Her voice wasn’t merely an auditory sensation; it felt like a key turning in a lock buried so deep within me that I had forgotten it even existed.
Then my gaze drifted downward, and the air left my lungs completely.
Sitting right beside her at the table was a younger version of myself. He was small, untainted, and wore a cardboard birthday hat tilted slightly to one side. He was smiling as if the world had never once hurt him. He laughed, tapping his small fingers rhythmically against the wood, looking up at her with a bright, unbroken voice: “Mom… serve the food!”
My lips trembled. For the first time in memory, a genuine smile broke through my tears. It wasn’t the vacant, defensive mask I used to shield myself from trauma, but something profoundly real. It was broken, yet beautiful.
I watched him. That innocent boy. The version of me that still believed in birthdays, affection, and safety. For a fleeting moment, it felt as though I were standing in front of the life that had been stolen from me, rather than the grim existence I had merely managed to survive.
“I miss you…” I whispered, the words dying in my throat, entirely inaudible to the room.
The space suddenly fell still. Too still. The boy’s laughter seemed to loop, then freeze in mid-air.
A sudden, violent movement came from behind. Footsteps—heavy, fast, and ominous.
I turned my head slightly, confusion turning back into dread—
But there was no time to react. A figure lunged past me, shattering the light.
My father.
The same intoxicated malice distorted his features, the same suffocating cruelty burned in his eyes, proving that even my sacred memories weren’t safe from his violence.

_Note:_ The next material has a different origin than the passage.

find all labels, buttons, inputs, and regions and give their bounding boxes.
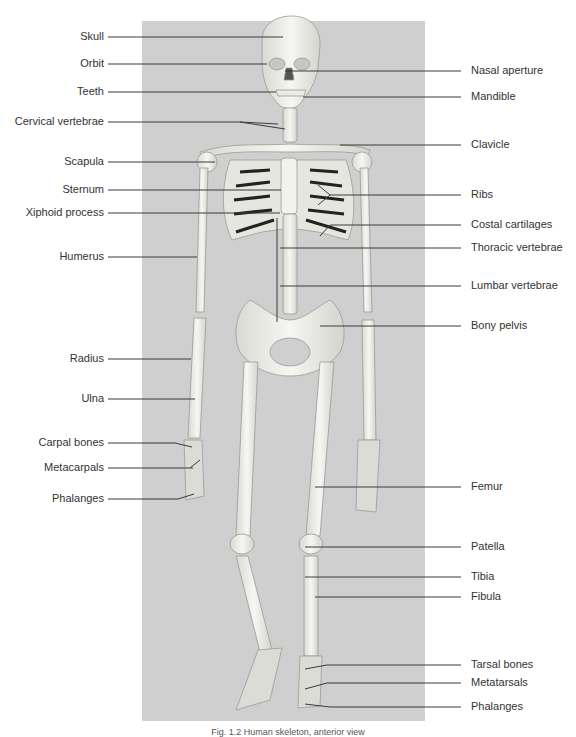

I tried to move. I tried to scream, to throw myself between them, to alter the past—but my limbs felt entirely paralyzed. It was like being forced to watch a horrific film reel I couldn’t pause, trapped inside a nightmare I had already endured.
He grabbed the younger version of me by the shoulder. And in one brutal, sweeping motion—
A sharp slap echoed violently through the room.
The sound demolished everything. The birthday party, the innocent laughter, my mother’s radiant smile, the golden warmth—the entire illusion shattered like glass under a heavy hammer.
My breath caught. My chest locked down.
The younger version of me didn’t cry immediately. He just froze, his wide eyes filled with absolute bewilderment, unable to understand why love had mutated into violence so swiftly.
And I—the older, hardened Neil—stood there entirely powerless, forced to watch myself break all over again.
Then, an absolute silence swallowed the world.
The room, the celebratory faces, the warmth, the light—all of it dissolved into a pitch-black void.
My body violently jerked. I gasped for air, a cold sweat breaking out across my forehead as my lungs finally re-engaged.
I woke up.
Back on the cold floor. Back to the harsh, unforgiving reality. Back to the heavy, empty silence I knew all too well.